The book is loosely based on a collection of experiences and stories I
have heard from Soldiers over the years. Being based in actual
experiences, the book writes itself, I just change details, names, and
of course, strive to protect the innocent... for the guilty I have no
compassion...
As soon as the doors of the car shut in the parking lot, she asked how it had gone. He answered first with complete silence, then a quiet, “wait until we are out of the parking lot.” Instantly she knew it had not gone well. As they pulled out, she searched his face for clues, but waited for him to speak when he was ready. Far too much was revealed in his face, and the level of his anguish was palpable in the car. Her mind raced, she longed to break the silence and ask, “How could it have gone badly?” Instead, she held her breath waiting for him to speak. When he finally did, his usually quiet and confident voice was even more quiet, and shaking with emotion and pain.

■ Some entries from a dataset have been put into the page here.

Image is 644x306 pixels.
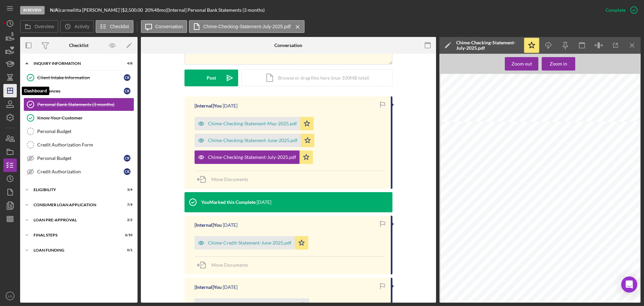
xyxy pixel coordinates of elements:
div: Zoom in [550,57,567,71]
a: Personal Budgetcr [24,152,134,165]
span: you need more information. [450,199,489,202]
label: Checklist [110,24,129,29]
div: 20 % [145,7,154,13]
div: Chime-Checking-Statement-July-2025.pdf [456,40,520,51]
span: Error Resolution Procedures [450,143,520,149]
div: c r [124,168,131,175]
time: 2025-08-06 14:04 [257,199,271,205]
div: [Internal] You [194,103,222,109]
button: Chime-Checking-Statement-May-2025.pdf [194,117,313,130]
div: You Marked this Complete [201,199,256,205]
div: Loan Funding [34,248,116,252]
time: 2025-08-05 14:49 [223,284,237,290]
div: 48 mo [154,7,166,13]
div: 3 / 4 [120,188,132,192]
span: Move Documents [211,176,248,182]
div: c r [124,88,131,94]
div: Personal Bank Statements (3 months) [37,102,134,107]
div: 0 / 1 [120,248,132,252]
span: (1) Tell us your name and account number (if any). [450,186,520,189]
div: Conversation [274,43,302,48]
a: Personal Budget [24,124,134,138]
div: [Internal] You [194,284,222,290]
label: Conversation [155,24,183,29]
button: Conversation [141,20,187,33]
div: 2 / 2 [120,218,132,222]
span: [STREET_ADDRESS], as soon as you can, if you think your statement or receipt is wrong or if you n... [450,161,599,165]
div: FINAL STEPS [34,233,116,237]
span: information about a transfer listed on the statement or receipt. We must hear from you no later t... [450,166,625,170]
label: Chime-Checking-Statement-July-2025.pdf [203,24,291,29]
span: Page 1 of 2 [530,115,549,118]
b: N/A [50,7,58,13]
button: Chime-Checking-Statement-June-2025.pdf [194,134,314,147]
a: Credit Authorizationcr [24,165,134,178]
div: Consumer Loan Application [34,203,116,207]
a: Client Intake Informationcr [24,71,134,84]
button: Chime-Checking-Statement-July-2025.pdf [194,150,313,164]
div: 4 / 8 [120,61,132,66]
time: 2025-08-11 21:31 [223,103,237,109]
button: Chime-Credit-Statement-June-2025.pdf [194,236,308,250]
div: Open Intercom Messenger [621,276,637,293]
time: 2025-08-06 14:04 [223,222,237,227]
a: Referencescr [24,84,134,98]
div: Loan Pre-Approval [34,218,116,222]
button: Zoom in [542,57,575,71]
button: Activity [60,20,94,33]
span: (3) Tell us the dollar amount of the suspected error. [450,207,521,210]
button: Move Documents [194,257,255,273]
label: Overview [35,24,54,29]
div: Eligibility [34,188,116,192]
text: LG [8,294,12,298]
div: [Internal] You [194,222,222,227]
div: Chime-Credit-Statement-June-2025.pdf [208,240,291,245]
button: Move Documents [194,171,255,188]
div: Chime-Checking-Statement-July-2025.pdf [208,154,296,160]
span: SpotMe Tips [450,77,467,80]
button: Complete [599,3,640,17]
div: 6 / 10 [120,233,132,237]
div: References [37,88,124,94]
div: $2,500.00 [122,7,145,13]
div: Personal Budget [37,129,134,134]
div: Inquiry Information [34,61,116,66]
div: Post [206,69,216,86]
span: FIRST statement on which the problem or error appeared. [450,171,530,175]
span: $0.00 [514,77,522,80]
button: LG [3,289,17,302]
div: Credit Authorization Form [37,142,134,147]
div: | [50,7,60,13]
span: , write to Chime Member Services, P.O. Box [568,156,627,159]
button: Checklist [96,20,133,33]
button: Zoom out [505,57,538,71]
span: Move Documents [211,262,248,268]
span: In case of errors or questions about your electronic transactions, call [450,156,545,159]
span: credit your account for the amount you think is in error, so that you will have the use of the mo... [450,226,626,229]
div: Credit Authorization [37,169,124,174]
span: (2) Describe the error or the transfer you are unsure about, and explain as clearly as you can wh... [450,193,627,197]
div: Know Your Customer [37,115,134,121]
div: Checklist [69,43,89,48]
div: | [Internal] Personal Bank Statements (3 months) [166,7,265,13]
div: Zoom out [512,57,532,71]
button: Chime-Checking-Statement-July-2025.pdf [189,20,305,33]
div: Complete [605,3,626,17]
div: c r [124,155,131,161]
span: We will investigate your complaint and will correct any error promptly. If we take more than 10 b... [450,220,626,224]
a: Personal Bank Statements (3 months) [24,98,134,111]
div: carmelitta [PERSON_NAME]` | [60,7,122,13]
button: Overview [20,20,58,33]
div: Personal Budget [37,155,124,161]
div: c r [124,74,131,81]
div: 7 / 9 [120,203,132,207]
div: Chime-Checking-Statement-May-2025.pdf [208,121,297,126]
div: Chime-Checking-Statement-June-2025.pdf [208,138,297,143]
div: Client Intake Information [37,75,124,80]
span: complete our investigation. [450,231,488,234]
a: Know Your Customer [24,111,134,124]
a: Credit Authorization Form [24,138,134,152]
div: In Review [20,6,45,14]
label: Activity [74,24,89,29]
button: Post [185,69,238,86]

The trouble for her new husband, Colonel Douglas Cutler, had actually began a few months before when the Army had announced that due to “The Transformation,” the 2nd Brigade would be moving from the 78th Division of the Army Reserves to the 36th ARTEC. The Transformation was the process of reorganization and base closures that the Department of Defense had determined was necessary in order to change the Army into a new, leaner, and meaner organization, and save the country’s taxpayers billions every year in doing so. The 2nd Brigade which her husband commanded, and where she served as the unit’s FRG leader, trained drill sergeants in the fine art of being drill sergeants, and the Soldiers under Colonel Cutler’s command tended to be the “best of the best.” Their job was the training of men and a few women to be those who took the Army’s raw recruits and turned them into dedicated and loyal Soldiers, who were highly disciplined, in the best physical condition they would know in their lifetimes, and confident to the point for some, of being completely without fear. The Army would then assign them specialties and populate their ranks with this fresh set of America’s sons and daughters, who were ready to stand the wall in defense of all national security threats, and when necessary, wage war. For four years now, it had been necessary to wage war.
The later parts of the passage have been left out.